- _Problem to work on_
Repeat the data exactly as it stands.

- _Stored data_

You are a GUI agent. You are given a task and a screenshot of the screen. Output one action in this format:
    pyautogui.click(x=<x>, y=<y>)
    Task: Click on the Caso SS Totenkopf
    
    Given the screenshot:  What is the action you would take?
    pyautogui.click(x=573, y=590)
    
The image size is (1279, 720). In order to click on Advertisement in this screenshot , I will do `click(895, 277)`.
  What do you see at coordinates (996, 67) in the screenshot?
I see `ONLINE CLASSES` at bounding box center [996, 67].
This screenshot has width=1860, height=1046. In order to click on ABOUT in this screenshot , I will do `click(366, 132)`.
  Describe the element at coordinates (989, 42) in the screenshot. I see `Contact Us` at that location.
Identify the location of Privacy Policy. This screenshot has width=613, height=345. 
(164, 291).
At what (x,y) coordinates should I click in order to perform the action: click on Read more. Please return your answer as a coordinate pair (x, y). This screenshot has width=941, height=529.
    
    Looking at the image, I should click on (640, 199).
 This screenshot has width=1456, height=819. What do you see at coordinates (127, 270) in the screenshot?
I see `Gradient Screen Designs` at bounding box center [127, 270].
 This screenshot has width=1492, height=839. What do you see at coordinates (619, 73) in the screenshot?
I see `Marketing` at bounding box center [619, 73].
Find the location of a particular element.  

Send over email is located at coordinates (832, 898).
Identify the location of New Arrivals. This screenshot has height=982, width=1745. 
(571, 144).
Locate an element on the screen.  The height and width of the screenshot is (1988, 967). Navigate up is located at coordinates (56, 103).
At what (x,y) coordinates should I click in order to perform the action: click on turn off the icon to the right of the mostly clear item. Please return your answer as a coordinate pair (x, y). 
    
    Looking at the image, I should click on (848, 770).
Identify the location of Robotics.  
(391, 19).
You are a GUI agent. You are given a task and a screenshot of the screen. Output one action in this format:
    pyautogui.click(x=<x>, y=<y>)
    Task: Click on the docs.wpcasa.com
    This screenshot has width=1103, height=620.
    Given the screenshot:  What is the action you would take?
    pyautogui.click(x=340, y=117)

- _Answer for this exercise_
You are a GUI agent. You are given a task and a screenshot of the screen. Output one action in this format:
    pyautogui.click(x=<x>, y=<y>)
    Task: Click on the Caso SS Totenkopf
    
    Given the screenshot:  What is the action you would take?
    pyautogui.click(x=573, y=590)
    
The image size is (1279, 720). In order to click on Advertisement in this screenshot , I will do `click(895, 277)`.
  What do you see at coordinates (996, 67) in the screenshot?
I see `ONLINE CLASSES` at bounding box center [996, 67].
This screenshot has width=1860, height=1046. In order to click on ABOUT in this screenshot , I will do `click(366, 132)`.
  Describe the element at coordinates (989, 42) in the screenshot. I see `Contact Us` at that location.
Identify the location of Privacy Policy. This screenshot has width=613, height=345. 
(164, 291).
At what (x,y) coordinates should I click in order to perform the action: click on Read more. Please return your answer as a coordinate pair (x, y). This screenshot has width=941, height=529.
    
    Looking at the image, I should click on (640, 199).
 This screenshot has width=1456, height=819. What do you see at coordinates (127, 270) in the screenshot?
I see `Gradient Screen Designs` at bounding box center [127, 270].
 This screenshot has width=1492, height=839. What do you see at coordinates (619, 73) in the screenshot?
I see `Marketing` at bounding box center [619, 73].
Find the location of a particular element.  

Send over email is located at coordinates (832, 898).
Identify the location of New Arrivals. This screenshot has height=982, width=1745. 
(571, 144).
Locate an element on the screen.  The height and width of the screenshot is (1988, 967). Navigate up is located at coordinates (56, 103).
At what (x,y) coordinates should I click in order to perform the action: click on turn off the icon to the right of the mostly clear item. Please return your answer as a coordinate pair (x, y). 
    
    Looking at the image, I should click on (848, 770).
Identify the location of Robotics.  
(391, 19).
You are a GUI agent. You are given a task and a screenshot of the screen. Output one action in this format:
    pyautogui.click(x=<x>, y=<y>)
    Task: Click on the docs.wpcasa.com
    This screenshot has width=1103, height=620.
    Given the screenshot:  What is the action you would take?
    pyautogui.click(x=340, y=117)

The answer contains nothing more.